In some quarters, that's a cause for celebration. More students mean more tuition dollars, and often a higher national profile.
But the spoils of record enrollment (29,761 as of Monday, the first day of classes) also bring an assortment of headaches: inadequate dorm space, crowded classrooms and a greater reliance on student teaching assistants and adjunct instructors. In mid-June, the school stopped accepting applications for the first time.
Total combined undergraduate and graduate student enrollment at Southeast Missouri State University on opening day stood at 9,843, up 0.8 percent from 9,763 in fall 2007.
Mizzou's 15.6 percent increase in freshmen -- nearly 800 more this year -- translated into a housing shortage that forced school officials to rent space at a pair of private apartment complexes two miles from campus.
In university parlance, the off-campus dorms are euphemistically referred to as the school's "extended campus."
First-year students assigned to the Campus Lodge and Campus View apartments -- or as the school prefers, Mizzou Quads and Tiger Diggs -- ride city buses to class and must still purchase campus meal plans even though their apartments come with full kitchens.
Few are complaining, though. For less than $400 a month per student, the apartments offer amenities not often found in dorm living: private bedrooms; washers and dryers; 42-inch flat screen, plasma televisions; and a swimming pool, sand volleyball court and communal hot tub.

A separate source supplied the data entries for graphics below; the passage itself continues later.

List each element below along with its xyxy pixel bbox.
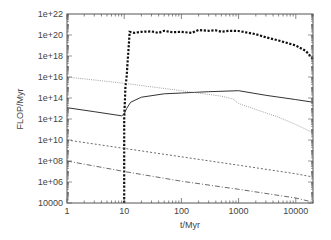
y-tick-label: 1e+22: [38, 9, 63, 19]
x-tick-label: 1: [64, 206, 69, 216]
series-dash-dot: [67, 161, 313, 202]
x-tick-label: 10000: [283, 206, 308, 216]
y-axis-label: FLOP/Myr: [15, 88, 25, 129]
series-layer: [67, 30, 313, 203]
y-tick-label: 1e+16: [38, 72, 63, 82]
y-tick-label: 1e+08: [38, 156, 63, 166]
series-thick-dashed: [124, 30, 313, 203]
y-tick-label: 1e+10: [38, 135, 63, 145]
x-tick-label: 1000: [229, 206, 249, 216]
series-solid: [67, 91, 313, 116]
plot-frame: [67, 14, 313, 203]
x-tick-label: 100: [174, 206, 189, 216]
ticks-layer: [67, 14, 313, 203]
x-tick-label: 10: [119, 206, 129, 216]
y-tick-label: 1e+18: [38, 51, 63, 61]
y-tick-label: 1e+12: [38, 114, 63, 124]
x-axis-label: t/Myr: [180, 220, 200, 230]
y-tick-label: 1e+20: [38, 30, 63, 40]
y-tick-label: 10000: [38, 198, 63, 208]
chart: 110100100010000100001e+061e+081e+101e+12…: [0, 0, 331, 240]
series-gray-dotted: [67, 77, 313, 133]
labels-layer: 110100100010000100001e+061e+081e+101e+12…: [38, 9, 309, 216]
series-fine-dashed: [67, 140, 313, 177]
y-tick-label: 1e+14: [38, 93, 63, 103]
y-tick-label: 1e+06: [38, 177, 63, 187]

"It sounded a lot better than being cramped in a little room," said Nick Miller, a freshman from the St. Louis suburb of St. Charles.

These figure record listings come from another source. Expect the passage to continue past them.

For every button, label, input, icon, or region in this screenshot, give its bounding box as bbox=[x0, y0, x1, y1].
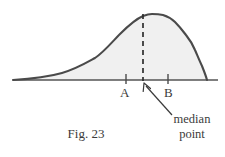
figure-caption: Fig. 23 bbox=[44, 127, 128, 140]
median-point-annotation: median point bbox=[160, 112, 224, 142]
median-annotation-line-2: point bbox=[160, 127, 224, 142]
figure-container: A B median point Fig. 23 bbox=[0, 0, 225, 157]
axis-label-b: B bbox=[164, 86, 173, 99]
median-annotation-line-1: median bbox=[160, 112, 224, 127]
axis-label-a: A bbox=[120, 86, 129, 99]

Part of the problem is a 45 percent increase in the number of returning students who have chosen to live closer to the classroom, said residential life director Frankie Minor. He attributes some of that surge to higher gas prices.

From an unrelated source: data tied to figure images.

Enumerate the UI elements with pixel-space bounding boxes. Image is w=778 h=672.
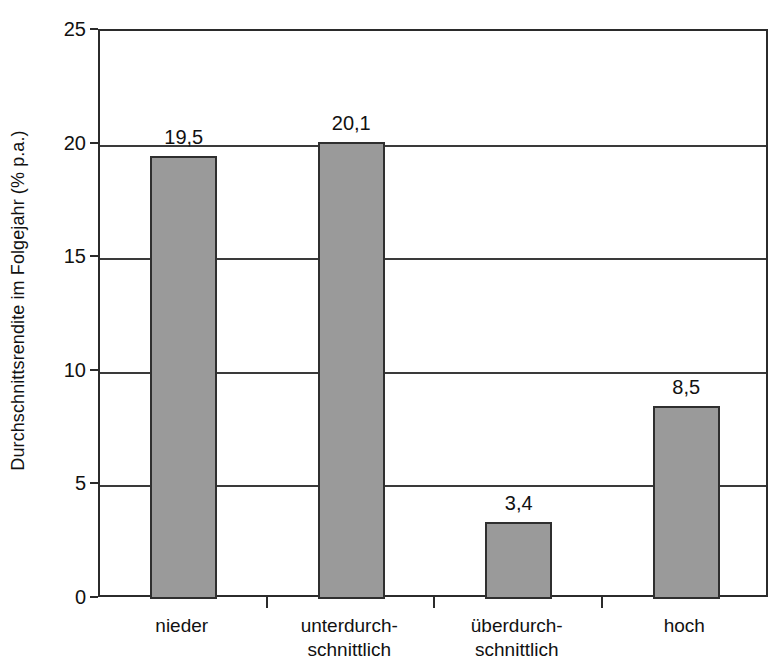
chart-figure: Durchschnittsrendite im Folgejahr (% p.a… (0, 0, 778, 672)
y-axis-title-text: Durchschnittsrendite im Folgejahr (% p.a… (8, 130, 29, 470)
y-tick-mark (90, 596, 98, 598)
plot-area: 19,520,13,48,5 (98, 29, 768, 597)
x-tick-mark (601, 597, 603, 608)
bar-value-label: 3,4 (505, 492, 533, 515)
x-axis-label: unterdurch-schnittlich (301, 614, 398, 663)
y-tick-label: 0 (38, 586, 86, 609)
y-tick-mark (90, 142, 98, 144)
bar[interactable] (653, 406, 720, 599)
x-tick-mark (433, 597, 435, 608)
y-tick-mark (90, 482, 98, 484)
bar-value-label: 8,5 (672, 376, 700, 399)
x-tick-mark (266, 597, 268, 608)
y-tick-label: 15 (38, 245, 86, 268)
y-tick-label: 20 (38, 131, 86, 154)
x-axis-label-line: hoch (664, 614, 705, 638)
bar[interactable] (485, 522, 552, 599)
y-tick-label: 10 (38, 358, 86, 381)
bar[interactable] (318, 142, 385, 599)
x-axis-label-line: nieder (155, 614, 208, 638)
bar-value-label: 20,1 (332, 112, 371, 135)
x-axis-label-line: schnittlich (301, 638, 398, 662)
x-axis-label-line: schnittlich (471, 638, 563, 662)
x-axis-label-line: überdurch- (471, 614, 563, 638)
y-axis-title: Durchschnittsrendite im Folgejahr (% p.a… (0, 0, 36, 600)
y-tick-label: 5 (38, 472, 86, 495)
y-tick-label: 25 (38, 18, 86, 41)
y-tick-mark (90, 255, 98, 257)
x-axis-label-line: unterdurch- (301, 614, 398, 638)
x-axis-label: hoch (664, 614, 705, 638)
x-axis-label: nieder (155, 614, 208, 638)
bar-value-label: 19,5 (164, 126, 203, 149)
bar[interactable] (150, 156, 217, 599)
y-tick-mark (90, 28, 98, 30)
y-tick-mark (90, 369, 98, 371)
x-axis-label: überdurch-schnittlich (471, 614, 563, 663)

The increase in campus housing requests from returning students caught administrators so off-guard they are now considering a cap on such applications, Minor said.
School officials credit the university's growing popularity to a number of factors.
The population of college students both nationally and in Missouri continues to climb, a demographic trend experts expect to reverse itself in several years.
But chancellor Brady Deaton prefers to tout the school's academic virtues and long-term investments, from rising test scores among newcomers to newer buildings such as a $50 million student recreation center considered one of the nation's finest.
Missouri also has added recruiters in Illinois and Texas.
"It's clear that the message about the quality of the education at Missouri is out there, and it's growing," Deaton said.
Another explanation for the school's enrollment gains is one sure to send shivers through the bones of high-minded academics: last year's unprecedented success of the Tiger football team, which enters this season as a legitimate national championship contender.
The week of the team's brief stint at No. 1 in both the BCS standings and The Associated Press poll in late November, the campus admissions office reported a 20 percent increase in undergraduate applications.
"I have no doubt it's added some members to the fold," Deaton said.
The class of 2012 could also stand out as one of the most diverse in school history. Freshmen enrollment among blacks increased 27.5 percent and first-year Hispanic enrollment increased 29.7 percent.